Day 1 was spent getting sand, lime and cement mix from 'the city', finishing up the last little bit of weed whacking now that we bought some more twine for the weed whacker, setting up and watching our straw bale house building movie to make sure we knew what we were about to do.. It helped...a LOT!!
The next morning we started early, Papa got out his bale building book to make sure of his recipe for mixing the plaster and then he took a deep breath and started mixing!! The kids watching from a distance!! We had wanted to rent a mortar mixer but couldn't find one so we rented a cement mixer instead. We'll rent the cement mixer again.. though next time we are also going to buy another wheel barrow! The cement mixer came from town and we would have had to drive to the 'city' for the mortar mixer which means several hours of driving back and forth when the cement mixer did a very nice sized load, a wheel barrow almost full, which is about an hours work! The bagged stuff on the pallet is the cement mix and the lime, the big feed bags are two grades of sand, one fine and one a mix. The black garbage bag is chopped straw from the weed whacking.
The mix? 20 shovels of sand, 10 of lime, 2 of cement and a couple of large handfuls of chopped straw per shovel of lime!! Yup that's it!! Easy as can be!! Oh and some water to make it look like dino poop!! :)
Papa's got a load on a 'hawk' getting a feel for the texture of the plaster.. we started at the FAR end of the house so that we could learn out of sight of every person who ever comes on the place.. :) It went well though and even the back looks nice. We did get better and better through out the weekend and the next coat will not have the learning curve so it should go easier and faster! We did about 11 or 12 wheel barrow loads of plaster over 4 days. Each load took about an hour depending on how long we could both work on it. I was in and out with some loads as I had kids, meals and what have you to deal with but Papa only did two loads alone so I guess I was helpful :)

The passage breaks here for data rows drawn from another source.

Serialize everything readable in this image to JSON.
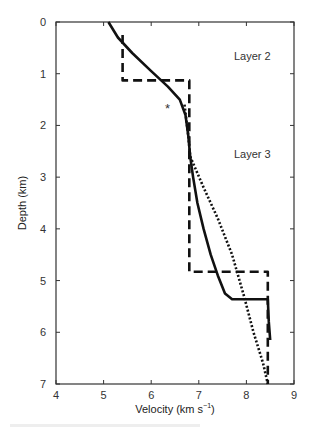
{
  "chart_data": {
    "type": "line",
    "title": "",
    "xlabel": "Velocity (km s⁻¹)",
    "ylabel": "Depth (km)",
    "xlim": [
      4,
      9
    ],
    "ylim": [
      7,
      0
    ],
    "y_inverted": true,
    "x_ticks": [
      4,
      5,
      6,
      7,
      8,
      9
    ],
    "y_ticks": [
      0,
      1,
      2,
      3,
      4,
      5,
      6,
      7
    ],
    "grid": false,
    "legend": null,
    "annotations": [
      {
        "text": "Layer 2",
        "x": 8.0,
        "y": 0.75
      },
      {
        "text": "Layer 3",
        "x": 8.0,
        "y": 2.65
      },
      {
        "text": "*",
        "x": 6.4,
        "y": 1.65
      }
    ],
    "series": [
      {
        "name": "solid-profile",
        "style": "solid",
        "points": [
          [
            5.1,
            0.0
          ],
          [
            5.3,
            0.3
          ],
          [
            5.6,
            0.6
          ],
          [
            6.0,
            0.95
          ],
          [
            6.35,
            1.25
          ],
          [
            6.6,
            1.5
          ],
          [
            6.72,
            1.8
          ],
          [
            6.78,
            2.2
          ],
          [
            6.82,
            2.6
          ],
          [
            6.88,
            3.0
          ],
          [
            6.97,
            3.5
          ],
          [
            7.1,
            4.0
          ],
          [
            7.25,
            4.5
          ],
          [
            7.4,
            4.9
          ],
          [
            7.55,
            5.25
          ],
          [
            7.7,
            5.36
          ],
          [
            8.45,
            5.36
          ],
          [
            8.47,
            5.8
          ],
          [
            8.5,
            6.15
          ]
        ]
      },
      {
        "name": "dotted-profile",
        "style": "dotted",
        "points": [
          [
            6.7,
            1.6
          ],
          [
            6.78,
            2.2
          ],
          [
            6.82,
            2.6
          ],
          [
            7.1,
            3.2
          ],
          [
            7.4,
            3.8
          ],
          [
            7.7,
            4.5
          ],
          [
            7.95,
            5.3
          ],
          [
            8.15,
            6.0
          ],
          [
            8.35,
            6.6
          ],
          [
            8.45,
            7.0
          ]
        ]
      },
      {
        "name": "dashed-layered-model",
        "style": "dashed",
        "points": [
          [
            5.4,
            0.25
          ],
          [
            5.4,
            1.13
          ],
          [
            6.8,
            1.13
          ],
          [
            6.8,
            4.83
          ],
          [
            8.45,
            4.83
          ],
          [
            8.45,
            7.0
          ]
        ]
      }
    ]
  },
  "labels": {
    "xlabel_main": "Velocity (km s",
    "xlabel_sup": "−1",
    "xlabel_close": ")",
    "ylabel": "Depth (km)",
    "layer2": "Layer 2",
    "layer3": "Layer 3",
    "asterisk": "*"
  }
}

With plastering you have to do 3 coats, the scratch coat, the brown coat and the finish coat. Each has it's own fine points and the scratch coat is the roughest.. a good one to start with!! The scratch coat is also the only one with straw in the mix and the only one where you can do more then one layer to fix holes or what not. The scratch coat is also the ugliest!! You have to 'scratch' the semi wet walls to make a hold for the next layer to grab on to!

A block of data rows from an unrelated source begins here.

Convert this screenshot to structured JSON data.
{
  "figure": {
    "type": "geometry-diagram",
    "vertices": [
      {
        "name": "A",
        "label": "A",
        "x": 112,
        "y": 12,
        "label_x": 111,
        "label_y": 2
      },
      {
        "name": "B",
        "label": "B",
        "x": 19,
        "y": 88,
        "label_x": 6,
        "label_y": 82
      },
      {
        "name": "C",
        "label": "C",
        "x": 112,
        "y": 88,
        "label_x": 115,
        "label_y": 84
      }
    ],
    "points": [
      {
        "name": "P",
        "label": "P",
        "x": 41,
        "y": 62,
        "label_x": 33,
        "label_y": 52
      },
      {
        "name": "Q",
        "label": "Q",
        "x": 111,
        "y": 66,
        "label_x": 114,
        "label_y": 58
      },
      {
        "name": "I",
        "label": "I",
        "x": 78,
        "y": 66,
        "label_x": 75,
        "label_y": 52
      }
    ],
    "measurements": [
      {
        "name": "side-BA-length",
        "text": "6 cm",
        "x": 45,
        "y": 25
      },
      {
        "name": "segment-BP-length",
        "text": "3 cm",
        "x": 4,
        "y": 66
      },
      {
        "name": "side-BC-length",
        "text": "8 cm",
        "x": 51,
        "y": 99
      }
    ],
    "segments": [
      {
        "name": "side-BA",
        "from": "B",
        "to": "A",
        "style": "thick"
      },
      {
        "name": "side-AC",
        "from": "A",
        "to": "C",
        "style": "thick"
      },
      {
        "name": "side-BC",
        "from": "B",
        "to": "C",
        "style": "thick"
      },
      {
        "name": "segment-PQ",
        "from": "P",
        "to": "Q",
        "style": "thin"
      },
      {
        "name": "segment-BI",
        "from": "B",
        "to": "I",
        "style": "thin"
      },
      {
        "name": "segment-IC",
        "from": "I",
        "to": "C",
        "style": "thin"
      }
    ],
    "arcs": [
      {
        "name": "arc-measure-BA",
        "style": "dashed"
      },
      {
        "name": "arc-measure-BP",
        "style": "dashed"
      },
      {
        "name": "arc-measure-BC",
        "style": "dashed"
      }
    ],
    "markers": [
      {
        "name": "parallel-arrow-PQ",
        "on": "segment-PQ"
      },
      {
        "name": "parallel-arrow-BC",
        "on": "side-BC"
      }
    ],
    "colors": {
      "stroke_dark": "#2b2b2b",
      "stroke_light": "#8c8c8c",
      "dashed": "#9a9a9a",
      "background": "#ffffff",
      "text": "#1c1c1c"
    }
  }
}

The very 1st load hits the straw!! The trick is to push it on hard so that it meshes with the straw and stays put.
R trying her hand at it!
E loves her new helmet and kept it on while we played with the plaster. Note they are standing on puddles.. you have to wet the straw down before you plaster. When the plaster dries it needs moisture to harden properly which the wet walls give it. Without that moisture the plaster would harden and fall off!!
Yes.. it felt VERY Strange to wet down the straw bale walls we have been protecting from water since last fall!! It truly was one of those.. OH MY WE HAVE NO IDEA WHAT WE ARE DOING moments!!
J loading up R's trowel. The girls and L do not have the arm strength to push the plaster into the straw.. it kept falling off and they didn't last long. J worked with us several times and enjoyed it a lot. If we were working he wanted to be but there were only so many spots he could reach.. he did do a goodly chunk of the front wall.
Dino poop!! LOL!!!
If L had the interest he probably could have done well too.. he just wasn't at all interested.
The wall with about 3/4 of a load of plaster on it. The other side by the door had the rest. Looking good!!